I am thinking of using arduino as a datalogger for strain gauges measurements. The strain gauges already have amplifiers circuits, so I only need to read the voltage differences for each strain gauge.
The problem I have is that I need to log a lot of data; about 15 strain gauges and at about 100Hz?. So I need in any case a lot of analog inputs. Idealy I would also save all the data to an SD card. After reading on the forum, I saw some problems with Arduino uno and mega with saving data to SD card in a fast manner and being limited in the amount of data it can handle.
I start to tend towards the Arduino due, but I am not sure yet. Before buying anything, I would like to ask the community to help me and maybe get feedback from somebody that already did this?
Don't use the Due's analog side, its a poor performer.
I see you want 1500 samples a second, no sweat for an Uno or Mega (latter has 16 channels
and samples within 0.1ms). That's generating 3kB/s, so you need to check what
throughput is achievable to SDcard (you'd need to double buffer somehow for
smooth recording). Ensure the Arduino is powered from a noise-free 5V,
ie using the on-board linear regulator, not USB, otherwise you're analog
readings will be noisier. Use a separate 3.3V regulator to power the SD card, and
do not source this from the 5V rail (SDcard current consumption is spiky)
You can also look at external memory chips for storage too.
You may need some external analog multiplexing if all the inputs are differential.
So the question is can you get 3kbytes/s onto an SD card reliably? I don't know.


Beginning with the line that has "inspect for 'street light'." and ending with the line that has "Mark the region of *human face*.", retype the entries below exactly, except for the pictures.

● DATA FOR PROCESSING:
· · · · · · ·
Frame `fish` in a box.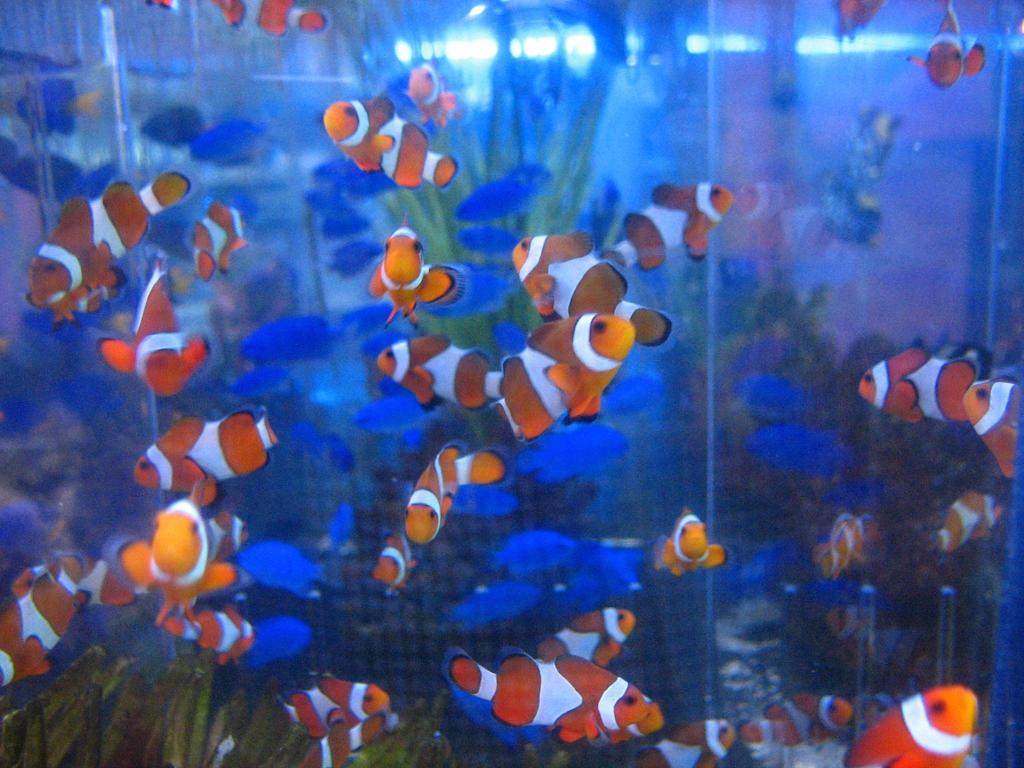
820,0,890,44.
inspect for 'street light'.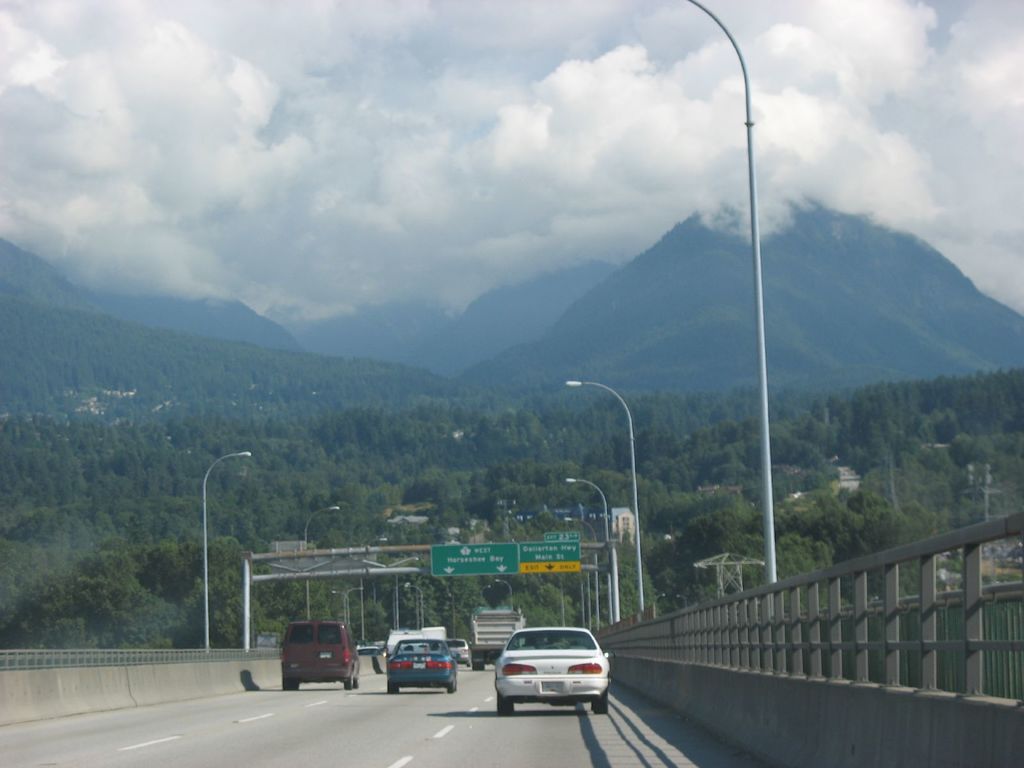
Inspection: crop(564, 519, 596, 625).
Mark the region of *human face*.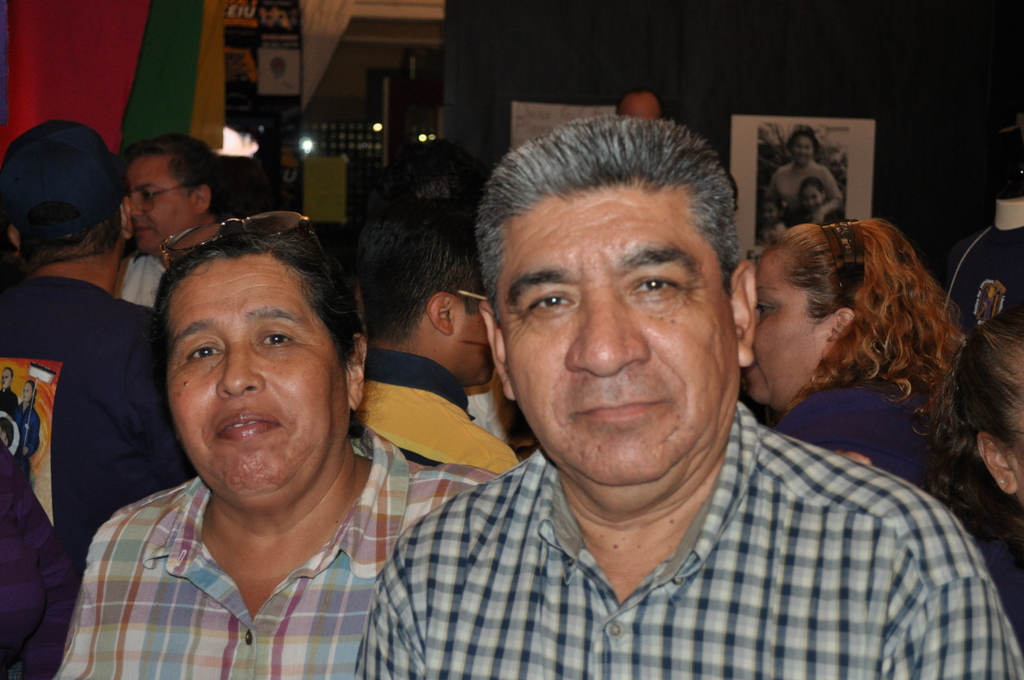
· · · · · · ·
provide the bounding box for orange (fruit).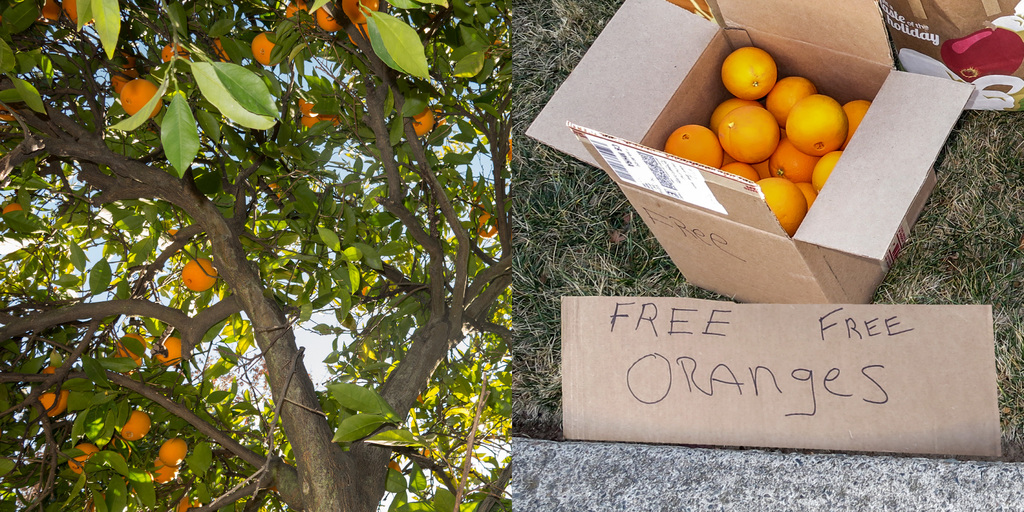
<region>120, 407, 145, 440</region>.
· · · · · · ·
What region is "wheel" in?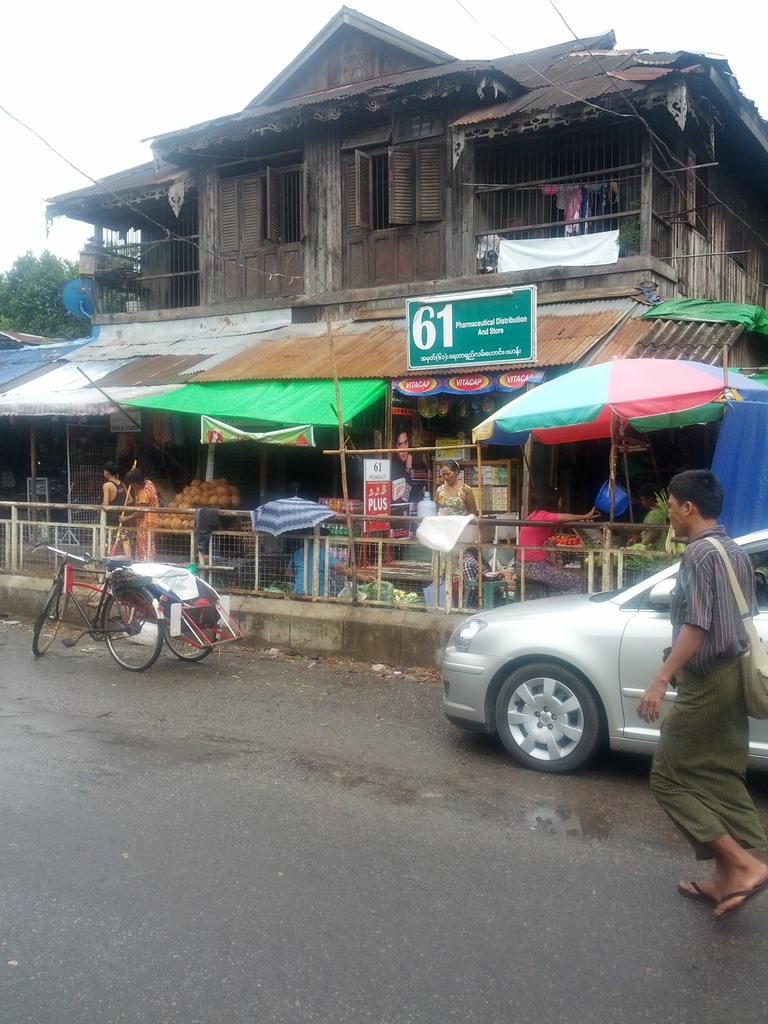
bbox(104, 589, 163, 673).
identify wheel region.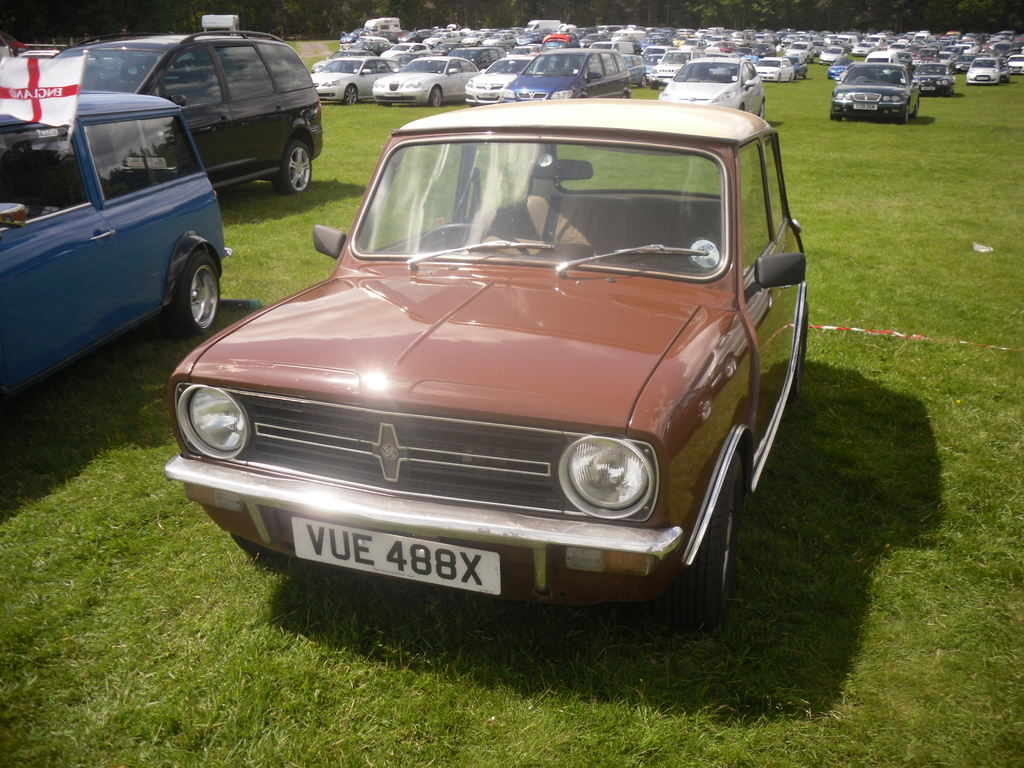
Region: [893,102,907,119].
· · · · · · ·
● ANSWER SPACE:
inspect for 'street light'.
Inspection: crop(564, 519, 596, 625).
Mark the region of *human face*.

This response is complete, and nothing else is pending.